Chicagoan: Warnings From Johnson’s Victory

“The election of Brandon Johnson as mayor is the most important in Chicago for generations and the most politically salient urban election this century,” argues John O. McGinnis at City Journal. “It represents the triumph of the hard Left” and exposes “the raw power of public-sector unions in Illinois and in today’s Democratic Party.” It’ll “have national reverberations for years to come because [Johnson’s] administration will test the Left’s attempt to transform urban policy.” His victory offers a “warning” for both parties: For Republicans, it highlights Donald Trump’s enduring influence, since news of his indictment likely motivated the Left to vote and robbed attention from “Johnson’s deadbeat ways.” For Democrats, it’s a policy test; if his “urban progressivism” results in “urban decay,” as is likely, Dems will “lose the political center.”

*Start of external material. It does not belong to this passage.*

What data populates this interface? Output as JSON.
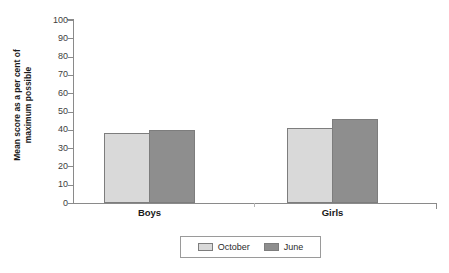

Conservative: The Left’s Own ‘Jan. 6’ Moment

“There is absolutely no doubt,” thunders the Washington Examiner’s Byron York, that the just-expelled members of the Tennessee legislature “brought disorder to the House” by hijacking it “for nearly an hour on March 30, using a bullhorn to shout at and harangue their fellow legislators in tandem with noisy anti-gun protesters.” Though “Democrats bristle when anyone compares what happened that day to Jan. 6,” it’s at least “a small-scale variation” of that day. “Imagine if, on Jan. 6, three members of the House had actually joined the protesters, bringing a bullhorn to commandeer the House floor.” Which makes this “an odd spectacle in which Democrats defended the obstruction of an official proceeding, not by protesters who rushed into the House but by members themselves.”